You want Sin and Punishment? You get Sin and Punishment. The masses have spoken and Nintendo have listened – through tiny mics embedded in the Wii remote speaker, we would imagine (your voice is transferred to the Wii, where the blue light blinks it out in Morse code, which Iwata reads from his hot air balloon outside your bedroom window). That, or the fact that you lot leapt upon the Virtual Console release of the original Sin and Punishment like a lion leaping on a gazelle that got great reviews in all the mags, but never actually wandered into his hunting grounds due to waning interest in the format. Or something.
Enough of the why, what of the what? A scrolling-shooter unlike any other, the game plays out with your character existing in the foreground, blasting into the background at hives of alien scum.

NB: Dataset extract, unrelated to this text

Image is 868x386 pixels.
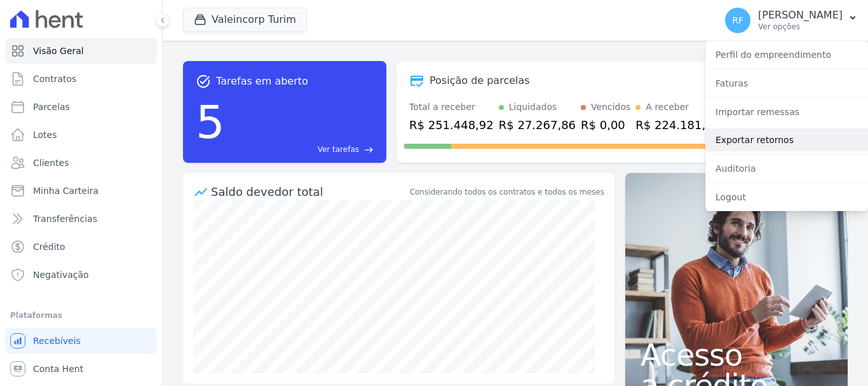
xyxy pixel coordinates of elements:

Pluralizing the enemy is important: Sin and Punishment 2 deals in quality and quantity.
Developers Treasure (the chaps behind legendary shoot-’em-ups such as Ikaruga, Radiant Silvergun and Bangai-O) hinted at interest in the Wii remote a good six months before the autumn 2008 announcement of this sequel, so expect a fully implemented pointer-aiming system. We imagine it echoing the original: letting you auto-lock weapons at a weaker power or manually aim with the remote for oomph. Assuming it’s implemented well enough, pointer-controller aiming in S&P2 could be the best thing ever. Perhaps a bit of MotionPlus for added accuracy?
And you’ll need the oomph: just one frenetic ten-second trailer reveals battle tanks, more battle tanks, foot soldiers, a giant battle chicken, rolling alien eggs, soldiers on surfboards, a demonic sea turtle, a similarly demonic eel, aerial gunships and tadpoles. Lock and load: this is going to be the hardcore gem of 2009.